We start the new year by catching up to the passing of one of the earliest supporters of this project.
Brooks Iwakiri passed away on Nov. 6 in the Burbank area at the age of 82. Brooks was among the first private donors to support the initial production of our film. It was his support that, among other things, allowed us to travel to Los Angeles and film a marathon interview session with the Heart Mountain resisters and James Omura. That session in the dance studio of Jeanne Nakano and Dick Obayashi in 1994, in between stops for the planes flying overhead, provided most of the sound cuts that appear in the finished piece. In the case of Omura, Art Emi and Dave Kawamoto, those interviews came just in time.

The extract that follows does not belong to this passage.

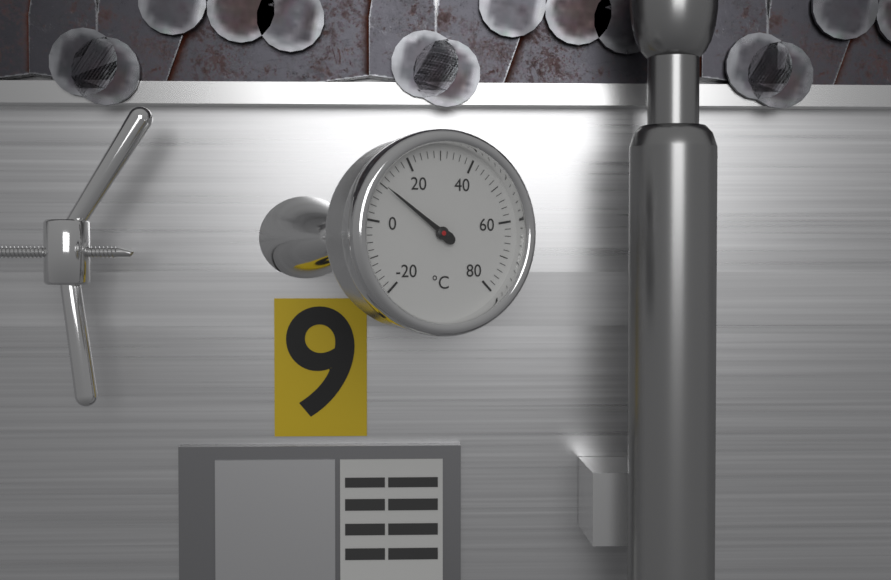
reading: 10 °C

Brooks believed in us and in the cause of restoring the good name of the Heart Mountain Fair Play Committee. Many of the resisters attended Brooks’ funeral on Nov. 15 at Fukui Mortuary. It’s his name and that of his wife Sumi that appear in the underwriting credits at the top of our show. Brooks always enjoyed a good laugh and we were lucky to keep in touch with him over the years. Our condolences to Sumi, his son Vince, and the rest of his family. He will be missed.
Another passage to report, that of Nisei poet Toyo Suyemoto. John Streamas writes from Bowling Green State University in Ohio:
I have some sad news to pass along. I have received word from friends in Columbus that my dear friend Toyo Suyemoto has died. I don’t know many details, but I know that her health has been failing for years due to a variety of ailments. Last summer when my wife Val and I visited her, she told us that her weight had declined to 80 pounds and her height had shrunk to 4’6″. But still she was sharp and lucid as ever. On January 14 she would have turned 88 years old.

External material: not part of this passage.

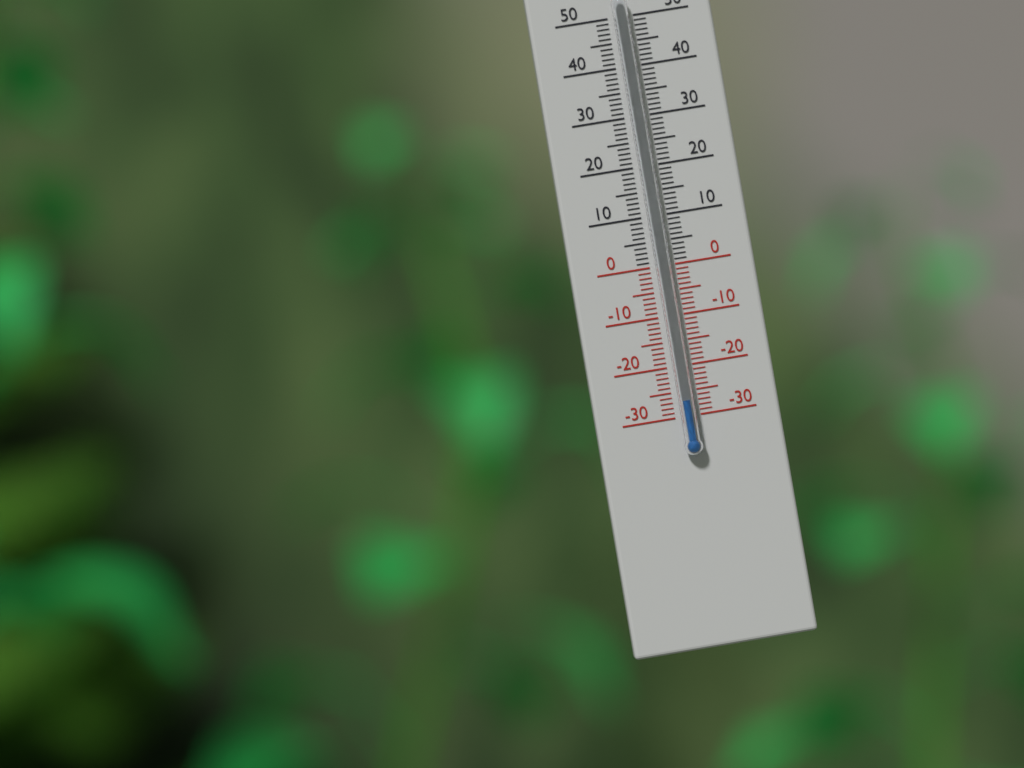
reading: -27 °C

I spoke with her on the phone just last Wednesday.
I know that Lawson Inada and Frank Chin tried for years to persuade her to send them a manuscript of her poems, so that they might get them published as a book. She never managed to do this, and so she never published a book in her lifetime. People will have to take Lawson Inada’s word in the 1995 article in The Nation that Toyo is Japanese America’s poet laureate. Three or four years ago Lawson Inada spent several days in Ohio, visiting with Toyo and interviewing her. I know that Toyo felt affection and respect for them.
Even in her old age, Toyo was a feisty and strong-willed person. When I told her a few years ago that I had been approached by the Dayton chapter of JACL, she went into her anti-JACL lecture mode, denouncing the organization’s wartime politics and swearing she would never join. She saw your film and admired it very much. She also had a great sense of humor and managed to make many artist-friends, including Val.
I wish you could have met her. She was a remarkable person. Val and I will miss her very much.